We do not know what would happen if no violence were exerted against hostile nations and criminal elements of society. But that the employment of violence at the present time does not subjugate either of them, that we know from protracted experience.

Those who argue that pacifism, the rejection of violence, and the cessation of military or police forces cannot happen or would lead to crime and anarchy act as if they do not have the burden of proof on their hands. Clearly, whether in Tolstoy's time or ours, the building up of military and police forces has not lead to greater freedom, peace, or happiness, so those who continue to argue that these systems must continue or should actually be increased have to show why these systems must continue. They clearly do not work (though our time may be the most peaceful in human history according to some, Tolstoy would argue that this is not because of colonialism, large military budgets, the balance of powers, or even international treaties and diplomacy, but because on the whole, humanity's tolerance for violence has lessened due to an advanced moral consciousness) and there is no reason to think ratcheting them up even further would work, so we should ask why we continue them.
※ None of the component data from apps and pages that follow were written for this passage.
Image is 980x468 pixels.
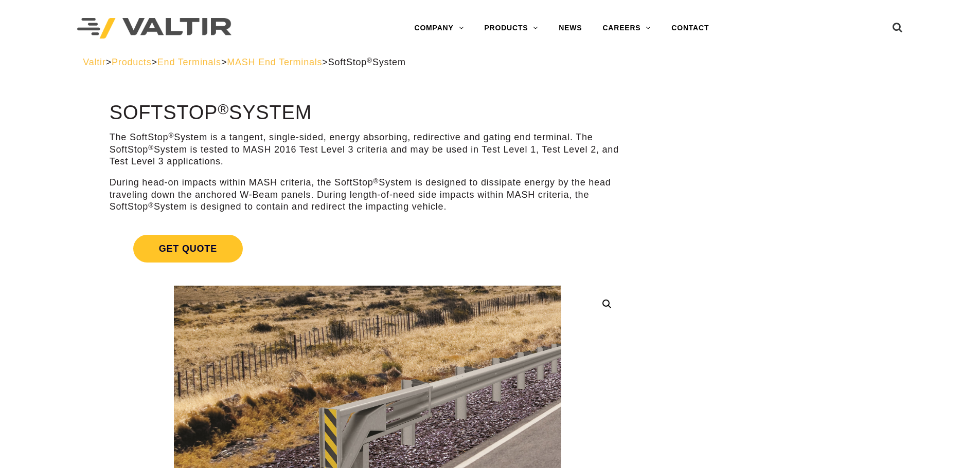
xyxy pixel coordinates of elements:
span: Get Quote [133,235,243,263]
sup: ® [367,57,372,64]
a: COMPANY [404,18,474,38]
a: End Terminals [157,57,221,67]
a: Valtir [83,57,105,67]
span: SoftStop System [328,57,406,67]
h1: SoftStop System [109,102,625,124]
sup: ® [148,202,154,209]
a: CAREERS [592,18,661,38]
p: During head-on impacts within MASH criteria, the SoftStop System is designed to dissipate energy ... [109,177,625,213]
sup: ® [148,144,154,152]
a: Get Quote [109,222,625,275]
a: MASH End Terminals [227,57,322,67]
sup: ® [168,131,174,139]
img: Valtir [77,18,232,39]
sup: ® [373,178,379,185]
a: NEWS [549,18,592,38]
a: Products [112,57,151,67]
sup: ® [217,101,229,117]
div: > > > > [83,57,897,68]
a: PRODUCTS [474,18,549,38]
a: CONTACT [661,18,719,38]
p: The SoftStop System is a tangent, single-sided, energy absorbing, redirective and gating end term... [109,131,625,168]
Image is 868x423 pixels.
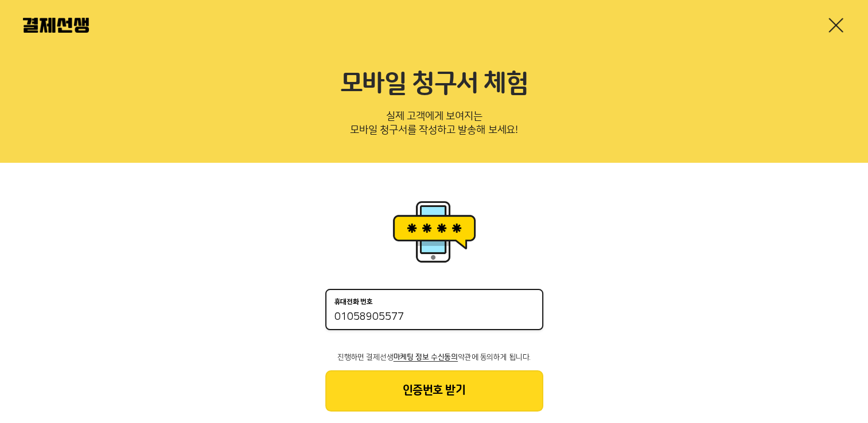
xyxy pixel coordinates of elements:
span: 마케팅 정보 수신동의 [393,354,458,362]
p: 진행하면 결제선생 약관에 동의하게 됩니다. [325,354,543,362]
p: 실제 고객에게 보여지는 모바일 청구서를 작성하고 발송해 보세요! [23,107,845,144]
h2: 모바일 청구서 체험 [23,69,845,100]
p: 휴대전화 번호 [334,298,373,307]
img: 결제선생 [23,18,89,33]
input: 휴대전화 번호 [334,311,534,325]
img: 휴대폰인증 이미지 [389,198,480,266]
button: 인증번호 받기 [325,370,543,412]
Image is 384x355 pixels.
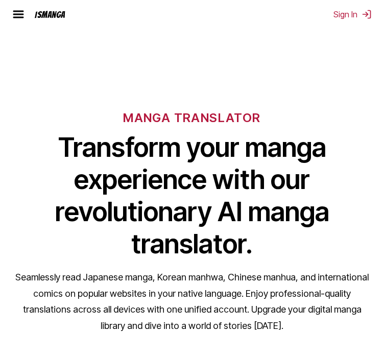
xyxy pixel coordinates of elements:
[12,131,372,260] h1: Transform your manga experience with our revolutionary AI manga translator.
[12,269,372,333] p: Seamlessly read Japanese manga, Korean manhwa, Chinese manhua, and international comics on popula...
[333,9,372,19] button: Sign In
[35,10,65,19] div: IsManga
[31,10,84,19] a: IsManga
[123,110,260,125] h6: MANGA TRANSLATOR
[12,8,25,20] img: hamburger
[361,9,372,19] img: Sign out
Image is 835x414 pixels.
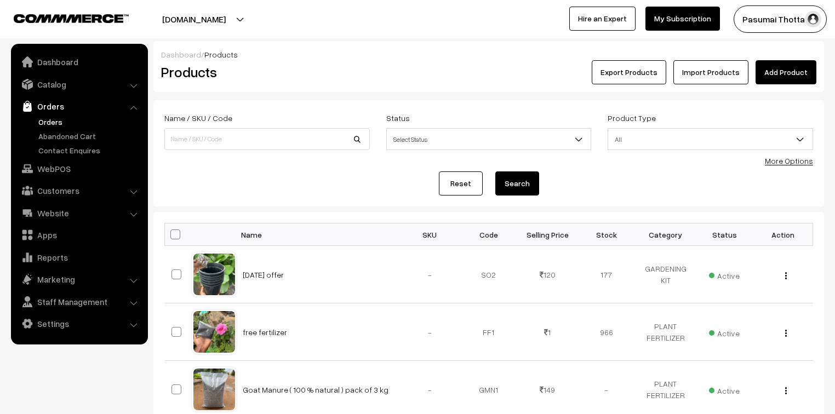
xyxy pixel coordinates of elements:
[577,246,636,304] td: 177
[14,203,144,223] a: Website
[608,130,812,149] span: All
[161,49,816,60] div: /
[36,130,144,142] a: Abandoned Cart
[785,387,787,394] img: Menu
[14,159,144,179] a: WebPOS
[14,52,144,72] a: Dashboard
[495,171,539,196] button: Search
[36,145,144,156] a: Contact Enquires
[709,267,740,282] span: Active
[243,270,284,279] a: [DATE] offer
[14,181,144,201] a: Customers
[673,60,748,84] a: Import Products
[695,224,754,246] th: Status
[755,60,816,84] a: Add Product
[439,171,483,196] a: Reset
[236,224,400,246] th: Name
[243,328,287,337] a: free fertilizer
[577,304,636,361] td: 966
[243,385,388,394] a: Goat Manure ( 100 % natural ) pack of 3 kg
[204,50,238,59] span: Products
[14,270,144,289] a: Marketing
[459,304,518,361] td: FF1
[164,128,370,150] input: Name / SKU / Code
[765,156,813,165] a: More Options
[754,224,813,246] th: Action
[124,5,264,33] button: [DOMAIN_NAME]
[161,64,369,81] h2: Products
[518,304,577,361] td: 1
[387,130,591,149] span: Select Status
[164,112,232,124] label: Name / SKU / Code
[14,75,144,94] a: Catalog
[785,272,787,279] img: Menu
[709,325,740,339] span: Active
[636,246,695,304] td: GARDENING KIT
[14,225,144,245] a: Apps
[161,50,201,59] a: Dashboard
[14,96,144,116] a: Orders
[518,246,577,304] td: 120
[592,60,666,84] button: Export Products
[577,224,636,246] th: Stock
[14,11,110,24] a: COMMMERCE
[36,116,144,128] a: Orders
[518,224,577,246] th: Selling Price
[14,292,144,312] a: Staff Management
[14,14,129,22] img: COMMMERCE
[709,382,740,397] span: Active
[805,11,821,27] img: user
[608,112,656,124] label: Product Type
[386,128,592,150] span: Select Status
[386,112,410,124] label: Status
[14,248,144,267] a: Reports
[400,246,460,304] td: -
[636,304,695,361] td: PLANT FERTILIZER
[14,314,144,334] a: Settings
[400,304,460,361] td: -
[459,224,518,246] th: Code
[608,128,813,150] span: All
[645,7,720,31] a: My Subscription
[785,330,787,337] img: Menu
[734,5,827,33] button: Pasumai Thotta…
[459,246,518,304] td: SO2
[569,7,635,31] a: Hire an Expert
[400,224,460,246] th: SKU
[636,224,695,246] th: Category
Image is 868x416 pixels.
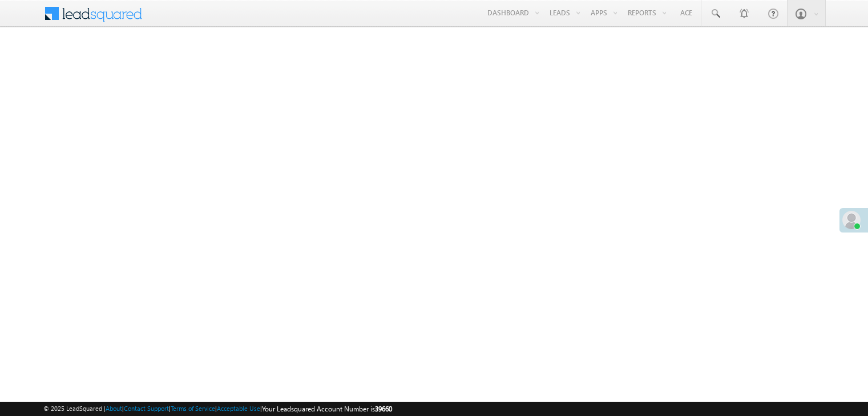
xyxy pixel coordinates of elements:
span: Your Leadsquared Account Number is [261,405,392,413]
a: About [106,405,122,412]
a: Acceptable Use [217,405,260,412]
a: Terms of Service [170,405,215,412]
span: © 2025 LeadSquared | | | | | [44,403,392,414]
span: 39660 [374,405,392,413]
a: Contact Support [124,405,168,412]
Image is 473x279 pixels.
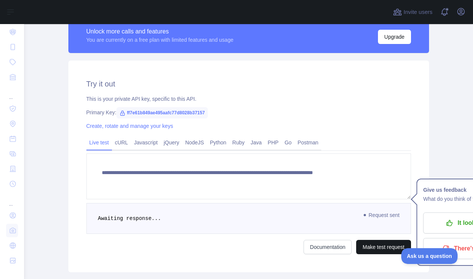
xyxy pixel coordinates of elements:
span: ff7e61b849ae495aafc77d8028b37157 [116,107,208,118]
div: This is your private API key, specific to this API. [86,95,411,103]
h2: Try it out [86,79,411,89]
a: Go [281,136,295,148]
a: PHP [265,136,282,148]
div: ... [6,192,18,207]
a: Javascript [131,136,161,148]
div: You are currently on a free plan with limited features and usage [86,36,234,44]
a: Ruby [229,136,248,148]
a: cURL [112,136,131,148]
a: Postman [295,136,321,148]
span: Invite users [404,8,433,17]
div: ... [6,85,18,100]
span: Awaiting response... [98,215,161,221]
iframe: Toggle Customer Support [401,248,458,264]
a: jQuery [161,136,182,148]
span: Request sent [360,210,404,219]
a: Documentation [304,240,352,254]
div: Primary Key: [86,109,411,116]
a: Python [207,136,230,148]
button: Invite users [392,6,434,18]
a: Live test [86,136,112,148]
a: Create, rotate and manage your keys [86,123,173,129]
button: Upgrade [378,30,411,44]
div: Unlock more calls and features [86,27,234,36]
a: Java [248,136,265,148]
a: NodeJS [182,136,207,148]
button: Make test request [356,240,411,254]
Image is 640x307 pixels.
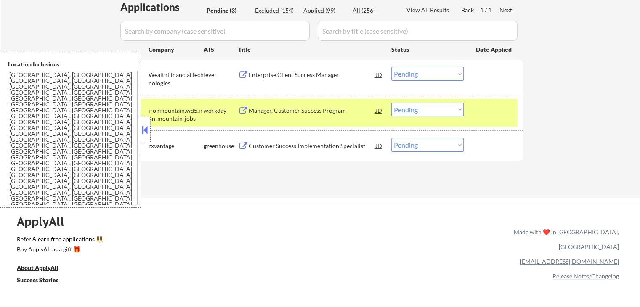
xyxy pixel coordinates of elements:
[249,142,376,150] div: Customer Success Implementation Specialist
[511,225,619,254] div: Made with ❤️ in [GEOGRAPHIC_DATA], [GEOGRAPHIC_DATA]
[304,6,346,15] div: Applied (99)
[375,67,384,82] div: JD
[375,103,384,118] div: JD
[407,6,452,14] div: View All Results
[255,6,297,15] div: Excluded (154)
[17,264,70,275] a: About ApplyAll
[500,6,513,14] div: Next
[17,247,101,253] div: Buy ApplyAll as a gift 🎁
[318,21,518,41] input: Search by title (case sensitive)
[375,138,384,153] div: JD
[553,273,619,280] a: Release Notes/Changelog
[520,258,619,265] a: [EMAIL_ADDRESS][DOMAIN_NAME]
[149,45,204,54] div: Company
[204,45,238,54] div: ATS
[476,45,513,54] div: Date Applied
[149,71,204,87] div: WealthFinancialTechnologies
[204,142,238,150] div: greenhouse
[204,71,238,79] div: lever
[462,6,475,14] div: Back
[249,107,376,115] div: Manager, Customer Success Program
[238,45,384,54] div: Title
[207,6,249,15] div: Pending (3)
[17,237,338,245] a: Refer & earn free applications 👯‍♀️
[17,215,74,229] div: ApplyAll
[204,107,238,115] div: workday
[249,71,376,79] div: Enterprise Client Success Manager
[17,245,101,256] a: Buy ApplyAll as a gift 🎁
[353,6,395,15] div: All (256)
[120,2,204,12] div: Applications
[149,107,204,123] div: ironmountain.wd5.iron-mountain-jobs
[120,21,310,41] input: Search by company (case sensitive)
[17,277,59,284] u: Success Stories
[17,264,58,272] u: About ApplyAll
[17,276,70,287] a: Success Stories
[480,6,500,14] div: 1 / 1
[149,142,204,150] div: rxvantage
[8,60,138,69] div: Location Inclusions:
[392,42,464,57] div: Status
The social structure is such as it is, not thanks to violence, but in spite of it.

And this is an important qualifier and an important statement in regards to Tolstoy's thought on the whole. Our institutions have not changed people or actually changed society. Violence has not been what has worked because, as we have seen above, it does not work. Society is only maintained the way it is because there is a large enough contingent of people that accepts such a society. 

If the life of the individual man, in passing from one age to another, were fully known to him, he would have no reason for living. The same is true of the life of humanity: if it had a programme of the life which awaits it as it enters upon its new age, this would be the surest symptom that it is not living, does not move on, but is whirling about in one spot. The conditions of the new structure of life cannot be known to us, because they have to be worked out by ourselves.

So while Tolstoy's conception of history is basically deterministic, the most important fact about the progression of history is that it is incomprehensible to us. Humanity is being pushed by the will of God to somewhere we cannot know and thus our actions have the upmost consequence and meaning, even though we are currently unaware of where we are heading.